The numbers come from the EU’s One Stop Shop systems, which let businesses register once and sort out VAT for all their European sales instead of dealing with 27 different tax authorities.
Where the Money Came From
European companies using the Union OSS system contributed €24 billion – the biggest chunk by far. Non-EU businesses through the separate system added €2.8 billion, while imports of cheap goods brought in another €6.3 billion.
Since these systems started in 2021, they’ve pulled in nearly €88 billion total.
Businesses Are Actually Using It
Over 170,000 companies have signed up so far, with 20,000 new registrations just in the Union system last year. That’s a clear sign businesses prefer dealing with one tax office instead of dozens.
The growth makes sense when you think about it. Before 2021, selling a €50 item to customers in Germany, France, and Italy meant three separate VAT registrations. Now it’s just one form.
What’s Next
Brussels isn’t stopping here. They’re working on even bigger changes through something called VAT in the Digital Age, plus a major customs overhaul. The goal is to make cross-border selling as simple as domestic sales.
For online sellers, especially those outside Europe, this trend toward simplification is huge. Getting into the European market used to mean hiring tax specialists and drowning in paperwork. Now it’s starting to look manageable.
The €33 billion figure also proves a point – making compliance easier doesn’t mean less tax gets collected. Sometimes the opposite happens.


_Problem:_
Your answer must match the records word for word and contain no pictures.

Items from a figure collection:
********************
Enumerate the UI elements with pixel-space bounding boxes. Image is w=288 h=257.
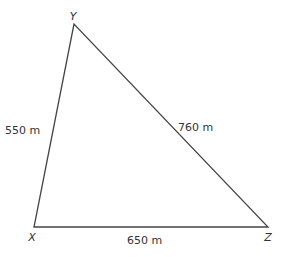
side-label-yz: 760 m xyxy=(178,121,213,134)
triangle-xyz xyxy=(34,24,268,227)
vertex-label-z: Z xyxy=(263,231,272,244)
side-label-xz: 650 m xyxy=(127,234,162,247)
side-label-xy: 550 m xyxy=(5,124,40,137)
vertex-label-x: X xyxy=(27,231,36,244)
vertex-label-y: Y xyxy=(70,10,78,23)
triangle-diagram: Y X Z 550 m 760 m 650 m xyxy=(0,0,288,257)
********************
_Written response:_
Enumerate the UI elements with pixel-space bounding boxes. Image is w=288 h=257.
side-label-yz: 760 m xyxy=(178,121,213,134)
triangle-xyz xyxy=(34,24,268,227)
vertex-label-z: Z xyxy=(263,231,272,244)
side-label-xz: 650 m xyxy=(127,234,162,247)
side-label-xy: 550 m xyxy=(5,124,40,137)
vertex-label-x: X xyxy=(27,231,36,244)
vertex-label-y: Y xyxy=(70,10,78,23)
triangle-diagram: Y X Z 550 m 760 m 650 m xyxy=(0,0,288,257)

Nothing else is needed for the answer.